If you don’t already know this, there is a factoid I would like to share with you: You don’t get to tell other people what to do with their thoughts and feelings just because you happen to have something in common. That thing in common may be that you share the same ethnic group or are also an ethnic minority. Whatever it is, that small item does not entitle you to step on a soapbox and speak for all “persons of color, no matter their shade, language, culture and situation in life.”
And here is the promised final part to a rather touchy subject. Just like how not everyone may have agreed with the observations made in the first two parts (here and here, for those who missed it), there is likely to be controversy over what follows. Note: You are perfectly within your right to agree to disagree. (Let’s just let’s all please keep it civil and on topic. No derailing or attempts to shut down discussion!)
Pride is “feeling or deep pleasure or satisfaction derived from one’s own achievements, the achievements of those with whom one is closely associated, or from qualities or possessions that are widely admired”. Pride only becomes evil when it becomes excessive. The sin of pride; the deadly sin that is vanity.
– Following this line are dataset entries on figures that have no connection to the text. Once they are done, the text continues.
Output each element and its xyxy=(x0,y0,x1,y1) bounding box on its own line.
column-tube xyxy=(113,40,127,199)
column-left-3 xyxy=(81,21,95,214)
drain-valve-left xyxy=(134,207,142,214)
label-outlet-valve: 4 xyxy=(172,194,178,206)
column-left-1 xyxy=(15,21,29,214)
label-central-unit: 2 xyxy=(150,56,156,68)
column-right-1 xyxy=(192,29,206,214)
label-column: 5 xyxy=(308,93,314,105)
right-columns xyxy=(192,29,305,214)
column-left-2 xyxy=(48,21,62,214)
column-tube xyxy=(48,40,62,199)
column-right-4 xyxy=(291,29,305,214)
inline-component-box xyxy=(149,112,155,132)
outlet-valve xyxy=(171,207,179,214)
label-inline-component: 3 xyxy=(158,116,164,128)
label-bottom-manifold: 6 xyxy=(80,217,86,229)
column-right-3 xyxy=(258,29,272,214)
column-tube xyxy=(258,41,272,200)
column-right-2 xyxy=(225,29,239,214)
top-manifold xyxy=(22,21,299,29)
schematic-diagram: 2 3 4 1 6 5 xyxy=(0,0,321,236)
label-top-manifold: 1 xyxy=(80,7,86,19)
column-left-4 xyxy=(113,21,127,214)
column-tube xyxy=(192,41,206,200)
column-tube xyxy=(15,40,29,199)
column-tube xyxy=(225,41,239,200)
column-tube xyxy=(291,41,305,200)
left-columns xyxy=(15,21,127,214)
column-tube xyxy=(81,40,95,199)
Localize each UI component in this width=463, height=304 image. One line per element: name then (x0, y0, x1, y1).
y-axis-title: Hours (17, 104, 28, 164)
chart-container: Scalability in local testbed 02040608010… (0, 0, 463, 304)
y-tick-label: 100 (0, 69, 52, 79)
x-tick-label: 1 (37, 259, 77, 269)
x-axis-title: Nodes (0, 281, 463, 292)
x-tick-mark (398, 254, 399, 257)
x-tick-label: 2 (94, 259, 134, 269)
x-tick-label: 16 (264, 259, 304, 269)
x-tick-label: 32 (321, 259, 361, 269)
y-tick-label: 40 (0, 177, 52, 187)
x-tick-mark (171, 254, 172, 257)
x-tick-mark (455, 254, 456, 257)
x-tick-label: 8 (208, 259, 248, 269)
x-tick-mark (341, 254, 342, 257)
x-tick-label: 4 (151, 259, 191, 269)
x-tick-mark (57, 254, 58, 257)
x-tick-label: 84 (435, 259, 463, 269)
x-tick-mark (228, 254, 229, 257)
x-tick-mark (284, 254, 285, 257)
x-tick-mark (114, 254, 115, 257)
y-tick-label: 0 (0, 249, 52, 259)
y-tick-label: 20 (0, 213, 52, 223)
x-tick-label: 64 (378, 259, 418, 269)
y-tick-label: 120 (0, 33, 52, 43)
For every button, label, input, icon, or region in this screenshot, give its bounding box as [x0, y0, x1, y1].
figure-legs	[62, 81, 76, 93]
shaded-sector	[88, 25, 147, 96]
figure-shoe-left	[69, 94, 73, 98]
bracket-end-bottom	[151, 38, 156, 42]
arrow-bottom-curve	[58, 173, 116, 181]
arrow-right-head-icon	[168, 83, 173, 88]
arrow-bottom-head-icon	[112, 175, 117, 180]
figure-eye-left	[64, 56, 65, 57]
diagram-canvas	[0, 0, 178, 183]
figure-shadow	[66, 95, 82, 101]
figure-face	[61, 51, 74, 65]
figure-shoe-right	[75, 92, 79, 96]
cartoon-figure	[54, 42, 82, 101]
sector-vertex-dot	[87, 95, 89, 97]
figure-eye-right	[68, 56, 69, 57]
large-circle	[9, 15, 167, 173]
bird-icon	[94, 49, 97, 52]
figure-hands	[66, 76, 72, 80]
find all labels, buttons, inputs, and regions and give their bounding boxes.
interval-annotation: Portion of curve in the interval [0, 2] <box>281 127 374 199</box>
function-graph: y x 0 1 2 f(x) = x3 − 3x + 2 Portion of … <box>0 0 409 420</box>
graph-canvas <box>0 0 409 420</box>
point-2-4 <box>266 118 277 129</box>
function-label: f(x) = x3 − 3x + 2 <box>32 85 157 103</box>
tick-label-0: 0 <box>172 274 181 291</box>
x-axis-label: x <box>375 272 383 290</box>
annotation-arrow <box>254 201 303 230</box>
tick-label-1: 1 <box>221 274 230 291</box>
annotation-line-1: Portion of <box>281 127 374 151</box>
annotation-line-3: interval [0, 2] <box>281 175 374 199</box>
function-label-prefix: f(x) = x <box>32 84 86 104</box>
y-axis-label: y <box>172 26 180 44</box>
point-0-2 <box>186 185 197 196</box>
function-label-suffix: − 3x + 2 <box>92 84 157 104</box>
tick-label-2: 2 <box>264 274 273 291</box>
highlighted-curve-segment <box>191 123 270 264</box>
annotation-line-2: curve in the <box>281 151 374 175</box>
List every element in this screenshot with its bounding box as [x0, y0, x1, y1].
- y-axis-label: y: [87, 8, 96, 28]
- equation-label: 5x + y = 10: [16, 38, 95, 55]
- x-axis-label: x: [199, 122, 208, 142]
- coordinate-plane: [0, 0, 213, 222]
The term godspeed literally means “an expression of good wishes to a person starting a journey”. What kind of journey? In my case, a journey to the realm of “I have nothing further to say to you, so goodbye and good luck!” This can be regarding a specific topic or it can simply mean I have nothing else to say to that person ever. But more often than not, it simply means we’ll agree to disagree and that’s the end of it.
To some people, you are a hardened, non-feminine creature and a workhorse until proven otherwise. And even when you’ve attempted to establish you’re anything but, the stubbornly unconvinced may try and use situations and circumstances to “test” you. To bring the “angry strong black woman you REALLY are” to the surface.
Why do black men continue to come up as a topic in non-black male-oriented spaces such as this one? The first part broached the issue, giving people the chance to weigh in with their theories. Some were accusations and others, justifications. In truth there were a fixed set of reasons that I had in mind when I wrote the first part, which will now be discussed in full…
There was NEVER a topic harder to discuss among those who champion the rights of black women or relating to one another as black women. I think this one might be harder to bring up than weight. If she is acknowledged to be damaged, it can pretty much only be in relation to men in her life and not in her own regard. Somehow, taking black men out of the equation means the kid-gloves come out. But knowing what I know of DBR black women, this is a curious decision.
The reason some black women are so absolutely desperate to defend and uphold DBR black men at their own expense and that of other black women is the need to be loved and validated by ALL black men. Apparently even the ones absolutely not worth their time and energy.
Do you have personal boundaries? Do you have a set of rules for what is required of a person to pass beyond your boundaries? If the answer is no, stop and FIGURE OUT what you need to do to go about constructing mental, emotional, and physical boundaries for yourself.
I am not going to sugarcoat this for the black men who may be reading this who have no problem letting women handle their business as a man: When you desire to have a woman fight your battles, you have effectively surrendered your manhood.
Welcome Toni, a long-time BB&W Crew member as our newest Senior Contributor. What’s she covering? Well, whatever she wants. But mostly women’s empowerment.